Inventories of natural gas in underground US storage facilities increased 43 Bcf to 2.097 Tcf in the week that ended April 17, the US Energy Information Administration reported Thursday.
The injection was smaller than the consensus expectations of analysts surveyed by S&P Global Platts, who called for a 49 Bcf build. The injection was less than half the 92 Bcf build reported during the same week in 2019 and slightly smaller than the five-year average build of 49 Bcf.
The injection was substantially smaller than the 73 Bcf build reported for the week prior.
After seven consecutive weeks of warmer-than-normal temperatures, the US-wide average dropped to 52 degrees Fahrenheit from 58 F, and was 5 degrees below the 10-year average. As a result of the additional heating demand, modeled estimates for residential and commercial demand increased 5.4 Bcf/d week over week, according to S&P Global Platts Analytics.
Total demand was up by 5% from the week before, rising 4.7 Bcf/d to average 90.3 Bcf/d, as temperatures across the central and eastern US fell sharply.

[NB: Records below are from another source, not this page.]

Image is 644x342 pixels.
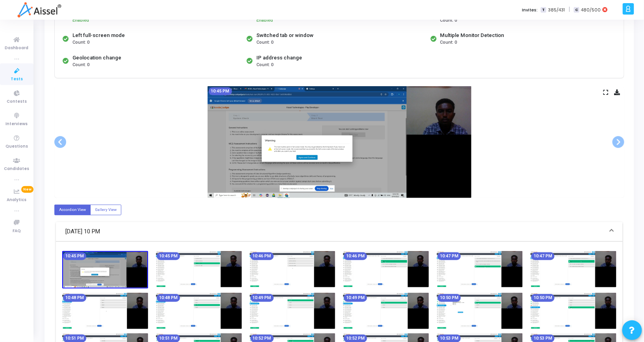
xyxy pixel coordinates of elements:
img: screenshot-1757611186548.jpeg [343,293,429,329]
img: logo [17,2,61,18]
mat-chip: 10:47 PM [531,253,555,260]
img: screenshot-1757611216711.jpeg [437,293,522,329]
span: Questions [6,143,28,150]
span: Count: 0 [256,39,273,46]
mat-chip: 10:46 PM [344,253,367,260]
span: C [574,7,579,13]
mat-chip: 10:46 PM [251,253,274,260]
mat-chip: 10:45 PM [63,253,86,260]
img: screenshot-1757610976697.jpeg [250,251,335,287]
mat-chip: 10:45 PM [157,253,180,260]
img: screenshot-1757611006187.jpeg [343,251,429,287]
span: 480/500 [581,7,600,13]
span: Count: 0 [440,39,457,46]
img: screenshot-1757611246721.jpeg [531,293,616,329]
span: Analytics [7,197,27,204]
span: Tests [11,76,23,83]
span: New [21,186,33,193]
span: | [569,6,570,14]
span: Dashboard [5,45,29,52]
div: Switched tab or window [256,32,313,39]
span: Enabled [72,18,89,23]
label: Accordion View [55,205,90,215]
span: Count: 0 [256,62,273,68]
img: screenshot-1757611156546.jpeg [250,293,335,329]
mat-panel-title: [DATE] 10 PM [66,227,604,236]
span: Count: 0 [72,39,89,46]
mat-chip: 10:48 PM [157,294,180,302]
img: screenshot-1757610946698.jpeg [156,251,242,287]
span: 385/431 [548,7,565,13]
mat-chip: 10:49 PM [251,294,274,302]
mat-chip: 10:50 PM [531,294,555,302]
span: Candidates [4,166,30,173]
div: Left full-screen mode [72,32,125,39]
mat-chip: 10:49 PM [344,294,367,302]
span: Contests [7,99,27,105]
span: Count: 0 [440,17,457,24]
label: Gallery View [90,205,122,215]
img: screenshot-1757611036751.jpeg [437,251,522,287]
span: T [541,7,546,13]
div: IP address change [256,54,302,62]
div: Geolocation change [72,54,122,62]
mat-expansion-panel-header: [DATE] 10 PM [56,222,622,242]
img: screenshot-1757611066526.jpeg [531,251,616,287]
span: Interviews [6,121,28,128]
mat-chip: 10:47 PM [438,253,461,260]
span: Enabled [256,18,273,23]
img: screenshot-1757611096523.jpeg [62,293,148,329]
div: Multiple Monitor Detection [440,32,504,39]
mat-chip: 10:50 PM [438,294,461,302]
mat-chip: 10:48 PM [63,294,86,302]
img: screenshot-1757610916648.jpeg [208,86,471,198]
label: Invites: [522,7,538,13]
img: screenshot-1757610916648.jpeg [62,251,148,288]
span: Count: 0 [72,62,89,68]
span: FAQ [12,228,21,235]
mat-chip: 10:45 PM [209,88,232,95]
img: screenshot-1757611126736.jpeg [156,293,242,329]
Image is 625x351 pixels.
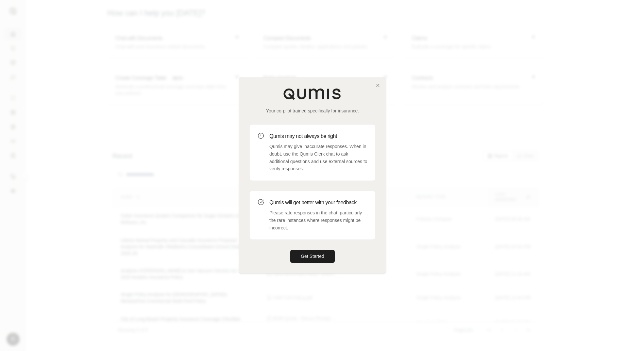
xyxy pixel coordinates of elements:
[269,143,367,173] p: Qumis may give inaccurate responses. When in doubt, use the Qumis Clerk chat to ask additional qu...
[250,108,375,114] p: Your co-pilot trained specifically for insurance.
[269,132,367,140] h3: Qumis may not always be right
[269,199,367,207] h3: Qumis will get better with your feedback
[269,209,367,231] p: Please rate responses in the chat, particularly the rare instances where responses might be incor...
[290,250,335,263] button: Get Started
[283,88,342,100] img: Qumis Logo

While widespread social distancing and non-essential business closures may have changed a lot about daily life in the US, they have yet to slice into natural gas demand.
Storage volumes stood at 827 Bcf at the end of the most recent reporting week, or 63% above the year-ago level of 1.313 Tcf, and 364 Bcf, or 20.5%, higher than the five-year average of 1.776 Tcf, according to EIA data.
The NYMEX May gas futures contract slipped 3.7 cents to $1.902/MMBtu in trading following the release of the weekly storage report.
The balance-of-summer Henry Hub contract strip slipped about 3 cents during Thursday trading. The decline does little to detract from the recent gains achieved over the past week. Wednesday's summer-strip settlement of $2.22 marked a nearly 30 cent gain from a week earlier, as expectations for sharp declines in associated gas production overwhelm the likely bearish effects of lost demand due to the coronavirus.
Platts Analytics' supply and demand model currently expects a 65 Bcf build in US storage volumes in the week ending Friday, which would slightly reduce the surplus to the five-year average.
The effects of colder weather have unraveled during the week in progress. Widespread warmer weather has driven total US demand down by 5 Bcf/d. Much of the declines stem from reduced home heating loads in the Midwest, Mountain and Pacific regions.